What this project demonstrates

ClearPath is a conceptual prototype built to demonstrate systems thinking, workflow design, and cross-functional operational reasoning in a commercial banking context. It reflects how I approach complex operational problems: by mapping who needs what information, at what stage, and in what form — and then building the structure that makes that transfer reliable and repeatable.

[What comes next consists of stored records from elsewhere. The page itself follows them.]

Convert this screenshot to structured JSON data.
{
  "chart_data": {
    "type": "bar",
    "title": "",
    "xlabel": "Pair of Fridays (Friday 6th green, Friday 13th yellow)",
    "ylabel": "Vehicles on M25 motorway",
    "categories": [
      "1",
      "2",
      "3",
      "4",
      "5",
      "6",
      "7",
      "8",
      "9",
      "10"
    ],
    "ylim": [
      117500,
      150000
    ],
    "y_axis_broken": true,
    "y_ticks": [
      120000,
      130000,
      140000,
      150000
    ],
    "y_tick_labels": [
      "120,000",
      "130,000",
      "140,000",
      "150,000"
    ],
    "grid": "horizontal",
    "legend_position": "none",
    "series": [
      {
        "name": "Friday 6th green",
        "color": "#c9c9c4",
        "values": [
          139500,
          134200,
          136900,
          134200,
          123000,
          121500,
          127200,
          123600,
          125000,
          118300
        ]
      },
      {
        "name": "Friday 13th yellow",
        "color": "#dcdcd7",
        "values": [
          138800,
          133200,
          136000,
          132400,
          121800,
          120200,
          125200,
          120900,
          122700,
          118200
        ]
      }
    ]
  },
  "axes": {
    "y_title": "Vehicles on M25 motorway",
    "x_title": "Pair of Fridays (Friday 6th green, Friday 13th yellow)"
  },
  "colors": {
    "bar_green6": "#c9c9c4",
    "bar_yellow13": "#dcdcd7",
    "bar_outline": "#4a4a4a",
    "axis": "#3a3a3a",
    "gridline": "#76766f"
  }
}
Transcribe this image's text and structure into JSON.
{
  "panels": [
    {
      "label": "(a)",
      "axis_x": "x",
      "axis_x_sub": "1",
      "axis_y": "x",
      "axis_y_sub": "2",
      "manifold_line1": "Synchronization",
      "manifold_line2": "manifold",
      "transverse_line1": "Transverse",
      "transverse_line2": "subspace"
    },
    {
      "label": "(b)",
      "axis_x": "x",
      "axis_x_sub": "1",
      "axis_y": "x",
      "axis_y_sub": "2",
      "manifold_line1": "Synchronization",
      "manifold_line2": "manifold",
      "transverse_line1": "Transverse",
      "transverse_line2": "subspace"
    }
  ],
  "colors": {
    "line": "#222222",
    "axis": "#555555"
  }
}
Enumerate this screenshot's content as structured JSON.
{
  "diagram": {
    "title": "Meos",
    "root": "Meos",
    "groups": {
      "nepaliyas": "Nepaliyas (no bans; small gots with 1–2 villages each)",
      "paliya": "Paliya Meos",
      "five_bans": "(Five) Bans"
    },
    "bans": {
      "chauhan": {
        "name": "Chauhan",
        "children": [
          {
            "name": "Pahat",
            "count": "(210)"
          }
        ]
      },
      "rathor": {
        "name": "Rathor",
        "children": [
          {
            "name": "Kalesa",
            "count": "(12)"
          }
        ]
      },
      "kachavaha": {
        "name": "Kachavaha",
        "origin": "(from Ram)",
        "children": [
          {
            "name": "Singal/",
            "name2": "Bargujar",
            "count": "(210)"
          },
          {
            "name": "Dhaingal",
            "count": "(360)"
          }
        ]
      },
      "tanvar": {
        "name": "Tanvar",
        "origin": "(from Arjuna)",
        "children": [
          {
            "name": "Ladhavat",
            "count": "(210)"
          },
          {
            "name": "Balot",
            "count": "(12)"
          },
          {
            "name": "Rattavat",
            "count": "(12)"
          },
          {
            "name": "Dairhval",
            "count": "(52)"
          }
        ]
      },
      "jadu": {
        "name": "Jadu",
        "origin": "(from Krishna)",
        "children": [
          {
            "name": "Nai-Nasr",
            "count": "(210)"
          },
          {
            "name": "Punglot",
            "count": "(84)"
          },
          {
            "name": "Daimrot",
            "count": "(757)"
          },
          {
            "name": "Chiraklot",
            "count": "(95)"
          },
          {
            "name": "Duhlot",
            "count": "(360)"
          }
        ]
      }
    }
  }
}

The project draws on nearly ten years of experience coordinating across operations, finance, ownership, and tenants in a commercial real estate environment — where misaligned assumptions create real delays and good process design prevents them. The tools I've built for portfolio management, deal analysis, and cross-functional reporting follow the same design logic as ClearPath: clarity of audience, traceability of outputs, and structured reasoning over vague summary.

Portfolio note
ClearPath is a conceptual prototype for portfolio purposes only. It does not contain real financial data, does not connect to any banking or financial systems, and does not perform actual underwriting, credit analysis, or compliance review. A production-ready version would require real institutional data, validated financial models, secure system integrations, formal credit policy alignment, and legal and compliance review. The prototype demonstrates workflow design, systems thinking, and cross-functional coordination logic — not a finished product.
Live Prototype
See it in action
The demo scenario is pre-loaded — walk through all four stages to see how the tool works end to end.